The Surprising Health Boost of Feeling Happy With Someone Else
By Jill Suttie
Science has found that a happier life is a healthier life. When people experience more positive emotion, they tend to enjoy better cardiovascular, endocrine, and immune function and even a longer life.
But a study published in the Journal of Personality and Social Psychology suggests that experiencing positive feelings with others may be even more powerful for our health. In this research, this kind of “positive emotional resonance” or “shared positivity” within couples had benefits beyond what their personal happiness could provide.
“Sharing in positive emotions with your relationship partner is really meaningful,” says the lead author of the study, Tomiko Yoneda of the University of California, Davis. “Even those small moments of joy or social connection can have a supportive effect on your physiology and, basically, support better health as we age.”
How Sharing Positivity Affects Us
In this study, 321 couples in Germany and Canada (642 people in total, all 56 to 89 years old) reported on how satisfied they were with their relationship before monitoring their emotions for a week. Five to seven times per day, participants were prompted to report (separately, but at the same time as their partners) how happy, relaxed, and interested they were feeling in that moment and if they were with their partner or not. Couples who were together and both experiencing stronger-than-average positive feelings were considered to be experiencing emotional resonance, which occurred about 38 percent of the time couples were in each other’s presence.
At each report time, participants also took a sample of their saliva and froze it, so researchers could later test the samples for cortisol — a hormone released during stress.
This resulted in a rich data set, including 23,931 separate measurements of feelings and cortisol levels, which Yoneda and her team then analyzed. They found that whenever couples experienced emotional resonance, their cortisol level was lower than their own personal norm for that time of day, and lower than when they experienced positive emotion alone. This was true regardless of their age, gender, average level of happiness, and overall relationship satisfaction.
“The effect of co-experienced positive emotions was over and beyond the effect of individually experienced emotions,” says Yoneda. “Individually experienced positive emotions are linked with lower cortisol, but even more so when those positive emotions are shared with their relationship partner.”
She also looked at how the way couples felt and reacted at one moment affected what happened afterward. She found that lower cortisol reactions tended to last later in the day, despite people not being together. Also, shared positivity at one time led to lower cortisol levels later, but the reverse was not true. This means that sharing positivity could help drive a healthier cortisol response overall, says Yoneda.
One surprising finding in the study was that this effect on cortisol still occurred for people who were less satisfied with their relationship. Yoneda was a bit surprised by the finding, but also pleased, as it may mean shared positivity helps even stressed couples.
“I would’ve expected this effect to be stronger in couples reporting higher relationship satisfaction,” she said. “But we saw these effects across the board, which means those calming, health-related effects of shared positive emotions aren’t just limited to the happiest couples.”

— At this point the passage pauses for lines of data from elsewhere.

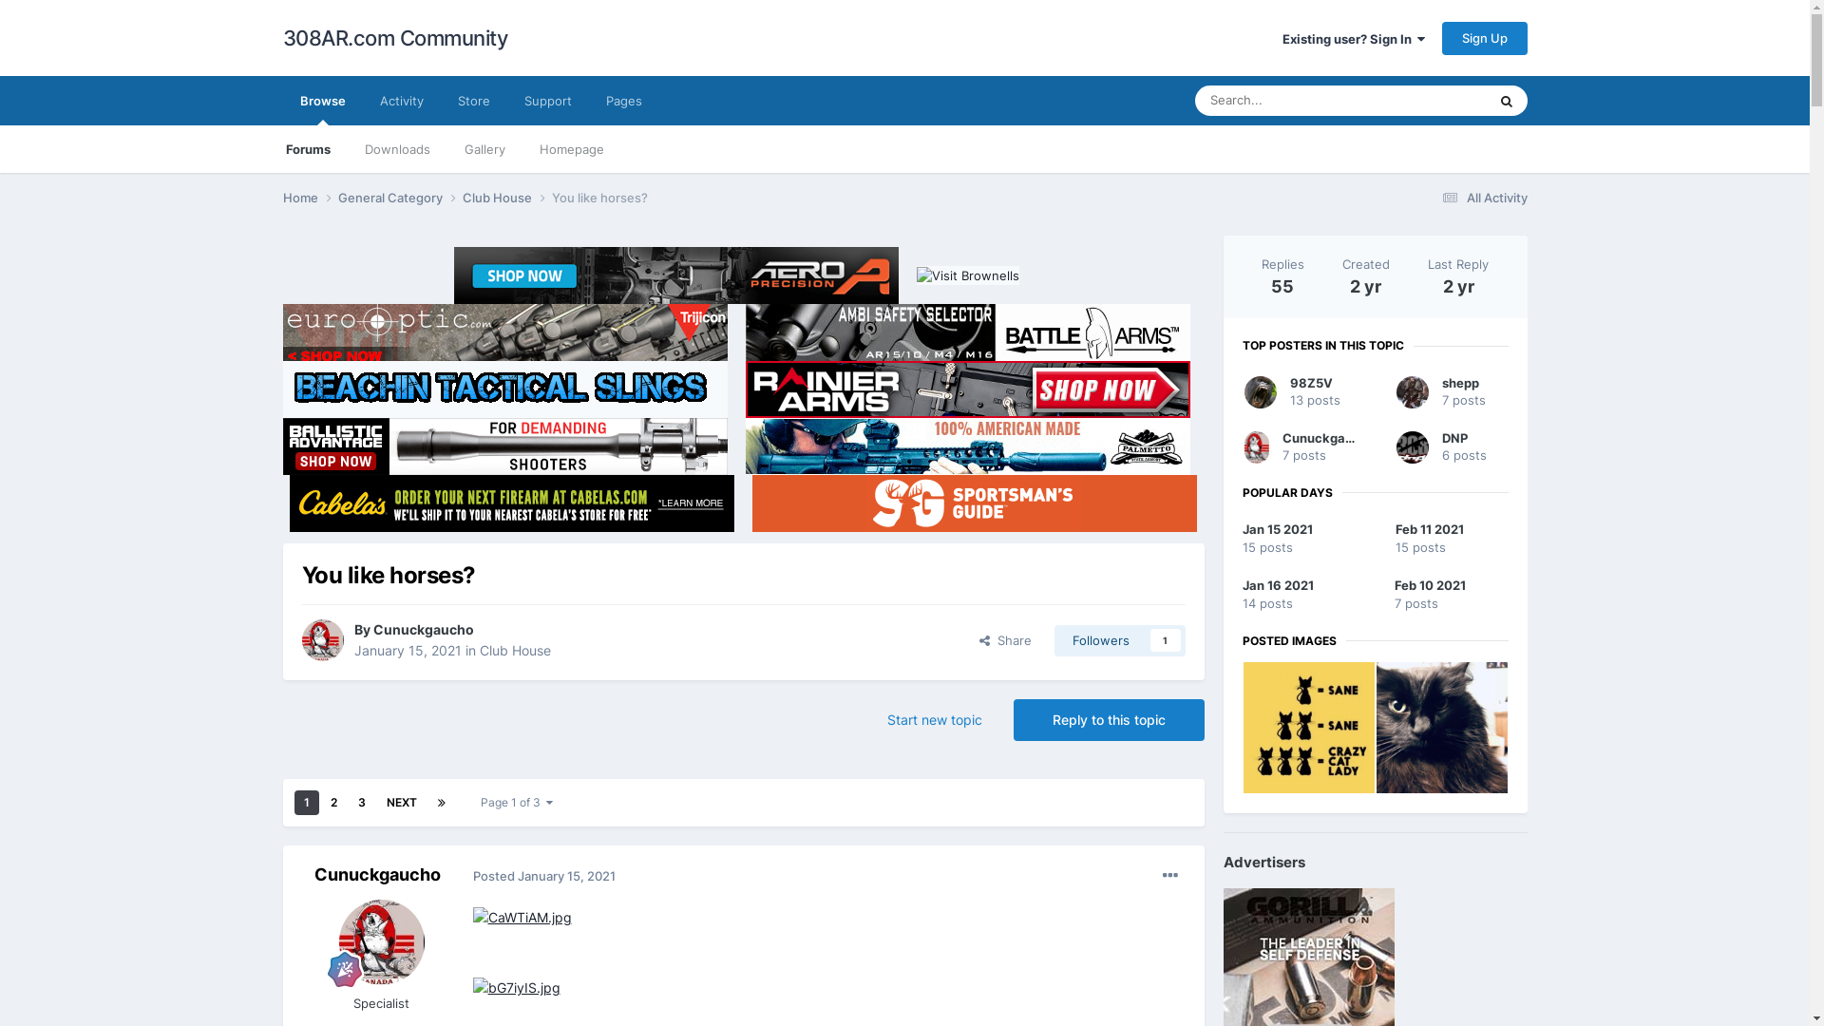 The image size is (1824, 1026). Describe the element at coordinates (441, 803) in the screenshot. I see `Last page` at that location.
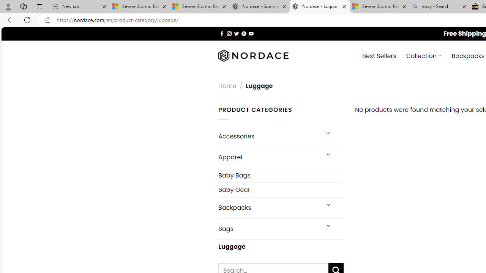 The height and width of the screenshot is (273, 486). What do you see at coordinates (244, 33) in the screenshot?
I see `Follow on Pinterest` at bounding box center [244, 33].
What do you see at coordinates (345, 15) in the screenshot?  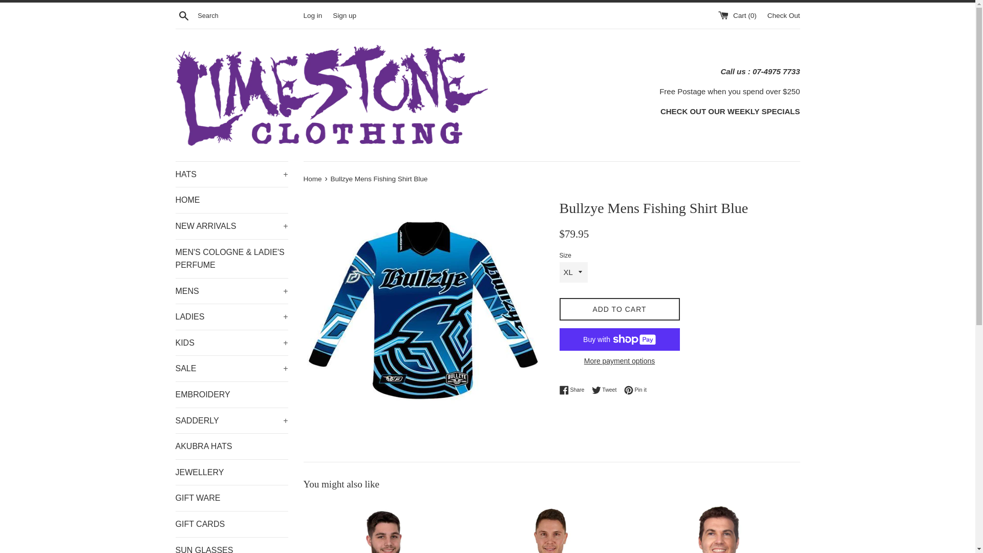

Increasing Shared Positivity Might Be a Good Goal for Us All
This is not the first study to find that positivity resonance is good for our well-being. For example, one prior study published in the Journal of Personality and Social Psychology found that couples who demonstrated positivity resonance through their words, nonverbal gestures, and more while discussing the ups and downs in their relationship tended to live significantly longer than those who had fewer shared positivity moments.
But Yoneda’s work contributes to this research by showing how positivity resonance might play out in real life, rather than in a lab. It also may explain why having warm relationships over time has been found to contribute to longevity. “This could be one mechanism: Sharing in positive emotions with someone close to you is decreasing your physiological response [to stress],” she says. “There might be some coping mechanisms there, some co-regulation occurring, that’s contributing to healthier aging.”
Though Yoneda and her team studied only cohabiting couples for practical reasons — the couples would naturally have frequent contact and be able to give saliva samples easily — she hopes to study how shared positivity between any two people could provide health benefits.
“It’d be great to see how this effect happens in friendships or work colleagues or family members or even strangers,” says Yoneda. “This is speculative, but these effects might generalize across other relationships and social connections.”
If her findings hold in those circumstances, it could have broader implications, suggesting that we look for opportunities to share positive emotions in all of our relationships. Meanwhile, it probably makes sense to at least try to share more positivity with anyone we love — for their sake and for ours.
“Leaning into those shared moments of connection, of positive emotions and happiness, can have small but meaningful effects, and those effects probably do accumulate over time,” says Yoneda.